*** Opening Data shown ***

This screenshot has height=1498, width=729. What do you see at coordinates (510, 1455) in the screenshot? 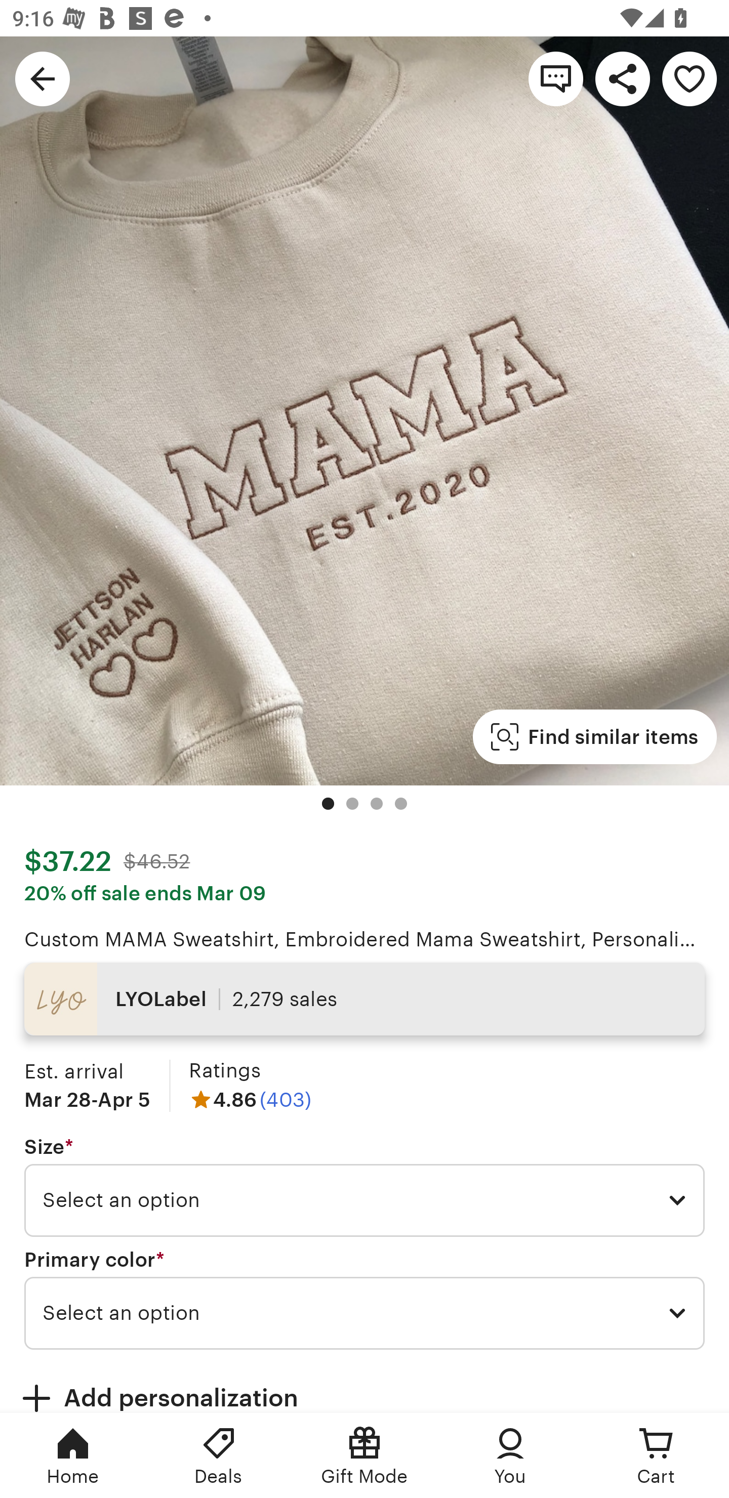
I see `You` at bounding box center [510, 1455].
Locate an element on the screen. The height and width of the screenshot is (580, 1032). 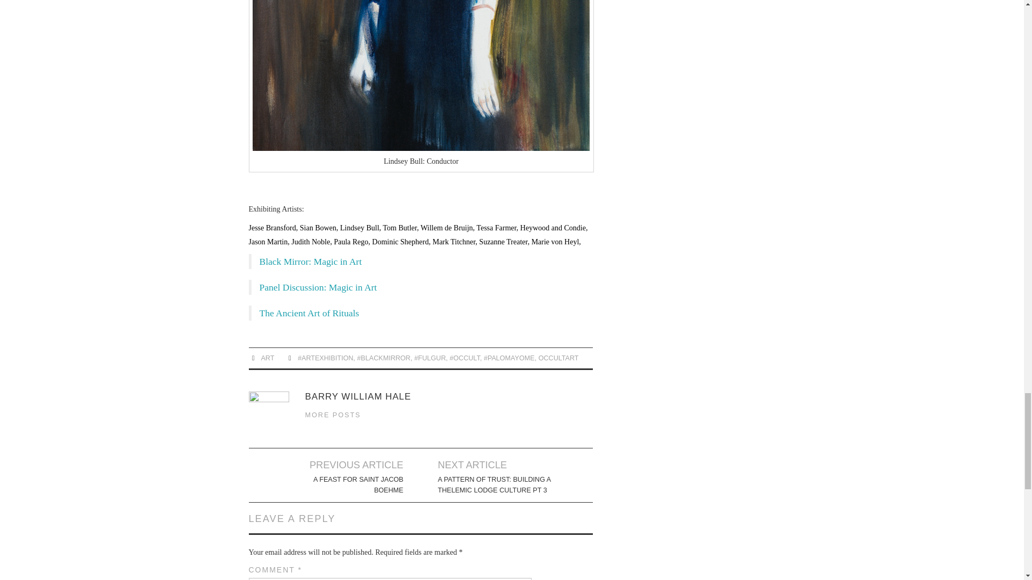
Panel Discussion: Magic in Art is located at coordinates (317, 287).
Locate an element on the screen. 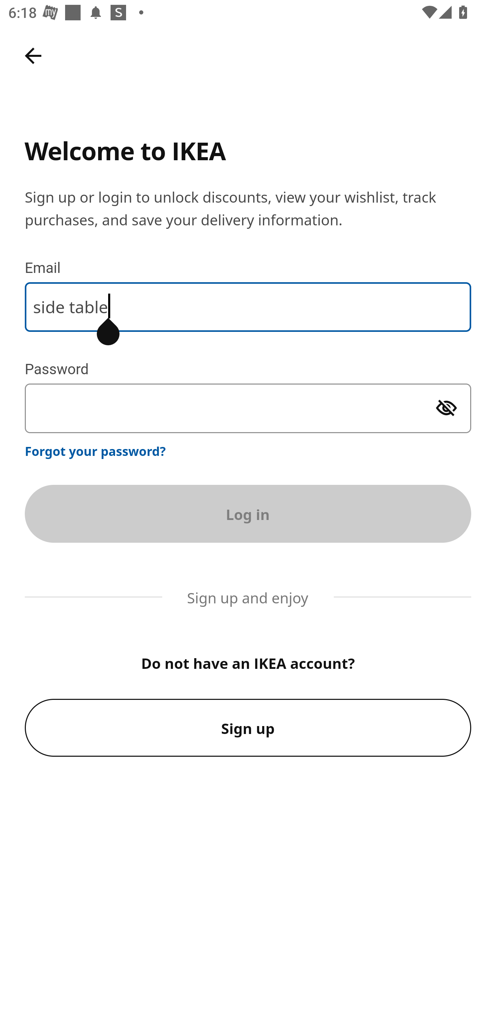  Forgot your password? is located at coordinates (95, 451).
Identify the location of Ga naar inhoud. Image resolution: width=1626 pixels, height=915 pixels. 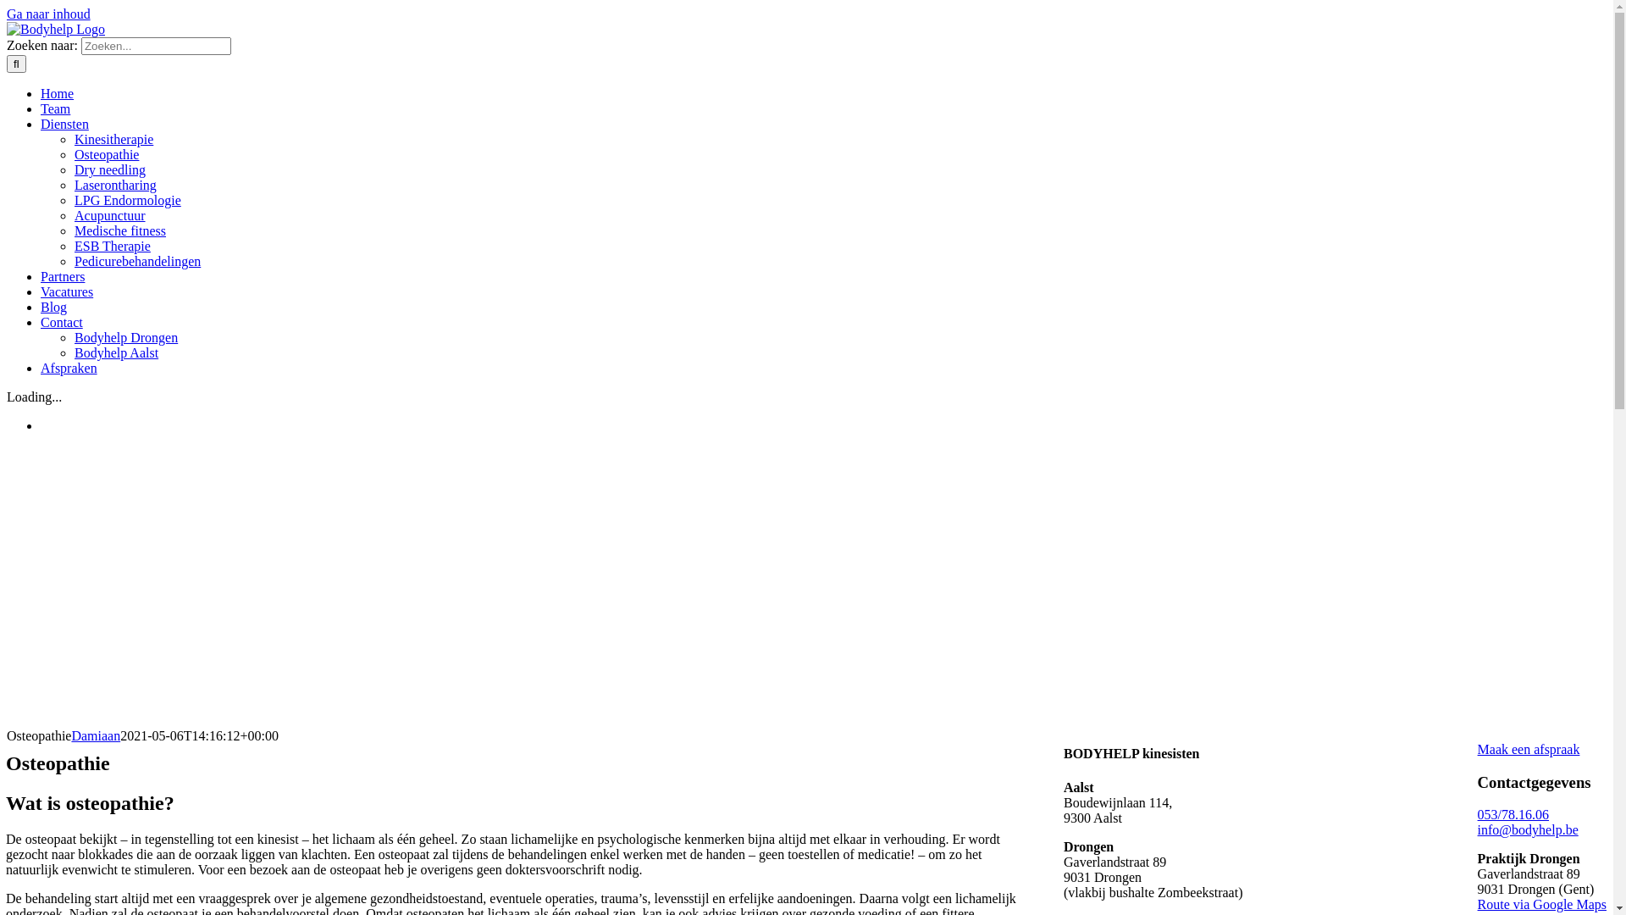
(49, 14).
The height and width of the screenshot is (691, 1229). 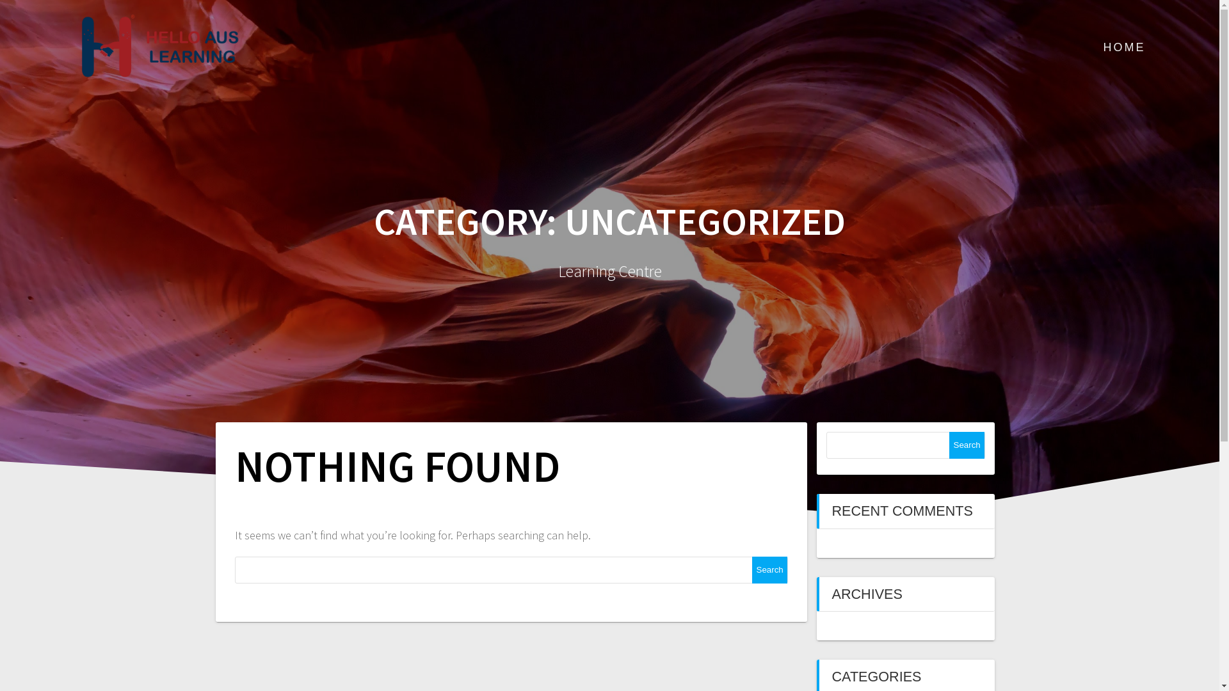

*** Closing Data shown ***

● Prompt: Please output only the lines running from the one that holds "Identify the location" through the last line of the entries, both ends included, without any images.

● Response to this exercise:
Identify the location of Ga naar inhoud. Image resolution: width=1626 pixels, height=915 pixels. 
(49, 14).
The height and width of the screenshot is (691, 1229). 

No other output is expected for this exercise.